News

Allison Coyne Carroll

MIDDLEBURY, Vt. – Middlebury Performing Arts Series Director Allison Coyne Carroll has received the Margaret L. Kannenstine Award for Arts Advocacy. Presented by the Vermont Council on the Arts in association with Governor Phil Scott, the annual awards recognize outstanding individual and organizational contributions to the arts in Vermont. Coyne Carroll’s fellow recipients include cartoonist Alison Bechdel, photographer John Willis, and director of VSA-Vermont Judith Chalmer. Sculptors Chris Miller and Jerry Williams won the Governor’s Award for Excellence in the Arts.

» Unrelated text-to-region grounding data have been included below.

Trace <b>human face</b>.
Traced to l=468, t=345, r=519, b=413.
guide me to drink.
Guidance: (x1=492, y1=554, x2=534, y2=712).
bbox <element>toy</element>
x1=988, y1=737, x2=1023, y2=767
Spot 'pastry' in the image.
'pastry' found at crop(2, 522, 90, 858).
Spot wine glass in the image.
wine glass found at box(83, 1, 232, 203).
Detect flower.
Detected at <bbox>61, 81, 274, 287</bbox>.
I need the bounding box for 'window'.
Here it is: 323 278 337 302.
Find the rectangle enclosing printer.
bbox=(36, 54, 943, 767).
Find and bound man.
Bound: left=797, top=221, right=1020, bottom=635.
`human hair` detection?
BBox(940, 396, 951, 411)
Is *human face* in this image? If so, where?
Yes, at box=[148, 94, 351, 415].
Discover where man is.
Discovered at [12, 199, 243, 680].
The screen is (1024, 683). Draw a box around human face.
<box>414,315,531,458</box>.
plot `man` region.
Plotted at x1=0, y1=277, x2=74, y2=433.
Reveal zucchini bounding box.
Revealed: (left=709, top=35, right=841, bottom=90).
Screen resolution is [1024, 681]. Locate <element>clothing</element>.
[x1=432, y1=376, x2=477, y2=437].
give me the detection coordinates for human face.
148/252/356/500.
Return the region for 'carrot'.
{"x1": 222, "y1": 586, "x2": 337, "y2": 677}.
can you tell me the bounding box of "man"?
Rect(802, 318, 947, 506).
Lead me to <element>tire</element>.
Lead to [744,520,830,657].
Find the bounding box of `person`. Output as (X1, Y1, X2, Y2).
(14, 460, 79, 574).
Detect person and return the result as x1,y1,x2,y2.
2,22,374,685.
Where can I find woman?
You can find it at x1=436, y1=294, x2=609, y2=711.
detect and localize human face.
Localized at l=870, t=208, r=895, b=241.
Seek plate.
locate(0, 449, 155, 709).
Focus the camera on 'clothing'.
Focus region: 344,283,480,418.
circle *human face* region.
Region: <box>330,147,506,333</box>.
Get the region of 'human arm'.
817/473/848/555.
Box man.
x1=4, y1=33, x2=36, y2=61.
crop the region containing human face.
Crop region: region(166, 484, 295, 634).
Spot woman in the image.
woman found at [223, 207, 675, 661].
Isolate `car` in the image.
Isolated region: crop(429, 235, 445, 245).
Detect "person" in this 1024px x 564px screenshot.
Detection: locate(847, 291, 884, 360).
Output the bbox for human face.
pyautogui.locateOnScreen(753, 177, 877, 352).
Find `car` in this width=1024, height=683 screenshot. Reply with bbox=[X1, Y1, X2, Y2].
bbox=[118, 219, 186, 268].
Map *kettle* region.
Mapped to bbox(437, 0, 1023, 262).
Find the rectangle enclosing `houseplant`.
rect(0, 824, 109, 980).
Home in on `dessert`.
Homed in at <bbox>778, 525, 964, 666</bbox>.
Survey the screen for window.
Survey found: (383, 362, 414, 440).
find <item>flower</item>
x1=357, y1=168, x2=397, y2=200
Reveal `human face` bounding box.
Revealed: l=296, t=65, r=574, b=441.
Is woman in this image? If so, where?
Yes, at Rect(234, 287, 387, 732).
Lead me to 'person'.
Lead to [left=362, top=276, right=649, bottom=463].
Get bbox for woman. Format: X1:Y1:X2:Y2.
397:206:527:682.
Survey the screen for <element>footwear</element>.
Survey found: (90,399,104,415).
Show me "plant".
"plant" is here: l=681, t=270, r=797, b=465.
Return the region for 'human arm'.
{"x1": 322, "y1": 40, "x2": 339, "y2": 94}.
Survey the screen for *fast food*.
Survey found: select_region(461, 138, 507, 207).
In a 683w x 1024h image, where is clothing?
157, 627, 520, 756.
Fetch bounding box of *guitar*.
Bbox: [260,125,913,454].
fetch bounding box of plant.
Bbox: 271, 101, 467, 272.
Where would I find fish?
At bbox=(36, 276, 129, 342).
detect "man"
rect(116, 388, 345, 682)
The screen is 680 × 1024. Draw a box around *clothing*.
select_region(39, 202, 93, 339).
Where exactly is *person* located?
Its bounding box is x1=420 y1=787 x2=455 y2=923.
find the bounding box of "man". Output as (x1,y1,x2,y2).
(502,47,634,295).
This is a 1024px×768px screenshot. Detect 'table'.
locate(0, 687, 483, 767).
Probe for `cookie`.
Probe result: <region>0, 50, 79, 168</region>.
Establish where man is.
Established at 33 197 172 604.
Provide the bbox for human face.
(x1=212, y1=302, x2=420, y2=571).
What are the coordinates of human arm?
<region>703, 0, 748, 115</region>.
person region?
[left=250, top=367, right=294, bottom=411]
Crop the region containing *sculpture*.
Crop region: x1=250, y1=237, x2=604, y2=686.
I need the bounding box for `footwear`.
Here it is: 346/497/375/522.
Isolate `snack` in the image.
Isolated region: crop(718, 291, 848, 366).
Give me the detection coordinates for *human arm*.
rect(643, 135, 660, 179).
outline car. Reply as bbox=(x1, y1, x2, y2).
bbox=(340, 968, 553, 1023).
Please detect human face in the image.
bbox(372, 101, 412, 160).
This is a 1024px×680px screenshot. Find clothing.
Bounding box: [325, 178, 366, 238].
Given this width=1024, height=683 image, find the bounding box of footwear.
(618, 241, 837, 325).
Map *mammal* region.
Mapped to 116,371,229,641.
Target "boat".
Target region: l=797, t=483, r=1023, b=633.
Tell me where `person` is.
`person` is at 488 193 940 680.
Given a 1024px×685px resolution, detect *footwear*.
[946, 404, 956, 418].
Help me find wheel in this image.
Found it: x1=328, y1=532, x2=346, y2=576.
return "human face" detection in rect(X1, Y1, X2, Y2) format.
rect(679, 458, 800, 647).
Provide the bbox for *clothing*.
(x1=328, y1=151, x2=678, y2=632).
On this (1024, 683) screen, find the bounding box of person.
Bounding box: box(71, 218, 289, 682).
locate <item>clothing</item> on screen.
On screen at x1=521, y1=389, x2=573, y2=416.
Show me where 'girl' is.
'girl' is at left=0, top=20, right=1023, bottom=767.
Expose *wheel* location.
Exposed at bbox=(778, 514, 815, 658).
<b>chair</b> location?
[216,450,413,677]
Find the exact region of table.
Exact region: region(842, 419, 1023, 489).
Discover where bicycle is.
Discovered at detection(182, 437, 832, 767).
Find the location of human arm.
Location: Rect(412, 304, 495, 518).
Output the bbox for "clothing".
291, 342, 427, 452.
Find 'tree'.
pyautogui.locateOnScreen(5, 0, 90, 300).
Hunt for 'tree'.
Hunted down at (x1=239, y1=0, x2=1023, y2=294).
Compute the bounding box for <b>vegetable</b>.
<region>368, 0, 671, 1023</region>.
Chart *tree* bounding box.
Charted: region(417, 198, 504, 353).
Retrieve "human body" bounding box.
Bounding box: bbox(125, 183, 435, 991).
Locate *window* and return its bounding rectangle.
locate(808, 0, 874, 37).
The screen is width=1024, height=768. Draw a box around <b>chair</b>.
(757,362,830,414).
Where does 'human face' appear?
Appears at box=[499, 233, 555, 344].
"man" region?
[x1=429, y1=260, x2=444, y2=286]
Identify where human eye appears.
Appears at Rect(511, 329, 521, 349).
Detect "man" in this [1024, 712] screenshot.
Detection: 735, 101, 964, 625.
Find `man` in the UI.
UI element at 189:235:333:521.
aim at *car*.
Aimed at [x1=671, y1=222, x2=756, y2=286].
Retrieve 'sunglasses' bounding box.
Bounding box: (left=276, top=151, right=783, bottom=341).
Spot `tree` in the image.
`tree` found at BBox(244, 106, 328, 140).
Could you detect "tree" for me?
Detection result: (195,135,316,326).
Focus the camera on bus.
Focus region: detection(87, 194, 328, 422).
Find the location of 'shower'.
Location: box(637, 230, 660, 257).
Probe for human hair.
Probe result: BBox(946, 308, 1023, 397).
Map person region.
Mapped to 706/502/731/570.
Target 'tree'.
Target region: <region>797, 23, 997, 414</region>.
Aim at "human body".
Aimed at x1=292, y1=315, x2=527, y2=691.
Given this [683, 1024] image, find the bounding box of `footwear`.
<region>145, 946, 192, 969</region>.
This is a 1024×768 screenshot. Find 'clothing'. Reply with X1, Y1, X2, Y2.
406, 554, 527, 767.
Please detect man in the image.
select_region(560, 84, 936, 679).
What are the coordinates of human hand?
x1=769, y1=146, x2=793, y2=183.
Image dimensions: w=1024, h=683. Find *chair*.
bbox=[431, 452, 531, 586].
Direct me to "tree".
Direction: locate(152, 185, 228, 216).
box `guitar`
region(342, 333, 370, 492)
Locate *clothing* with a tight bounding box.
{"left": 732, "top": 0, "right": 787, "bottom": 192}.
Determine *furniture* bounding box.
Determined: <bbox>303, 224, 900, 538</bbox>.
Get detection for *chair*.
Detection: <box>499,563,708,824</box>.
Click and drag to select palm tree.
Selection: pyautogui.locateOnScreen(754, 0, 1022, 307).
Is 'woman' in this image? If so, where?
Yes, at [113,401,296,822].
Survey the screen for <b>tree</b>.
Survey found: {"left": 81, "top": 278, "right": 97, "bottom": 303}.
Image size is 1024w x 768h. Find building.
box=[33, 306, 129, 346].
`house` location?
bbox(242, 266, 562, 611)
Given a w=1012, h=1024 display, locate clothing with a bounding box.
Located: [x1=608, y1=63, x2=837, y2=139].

“With their creativity, passion, and skill, these outstanding Vermonters have made a deep and lasting mark on our state,” said Vermont Arts Council Executive Director Karen Mittelman at a reception held September 6 at the Vermont Granite Museum in Barre. “In different ways, these awardees have dedicated their careers to reaching out to people whose voices are not always heard. They have given us the gift of their own unique visions and at the same time, enabled others to discover and express their creative spirit.”

Coyne Carroll, who began working at Middlebury in 1997, was recognized by the Vermont Arts Council for her “leadership and advocacy for the arts at both a state and national level.” She has attended the Americans for the Arts’ national Arts Advocacy Days in Washington, D.C., on four occasions since 2007, and at each of these sessions, met with members or staffers of Vermont’s senatorial and congressional delegations to advocate for a range of vital arts issues including NEA funding, support for arts education, and specifically for an improved visa process for artists from abroad. She has also served on five Vermont Arts Council grant panels.

More information about the 2018 Governor’s Arts Awards is available at the Vermont Council on the Arts website.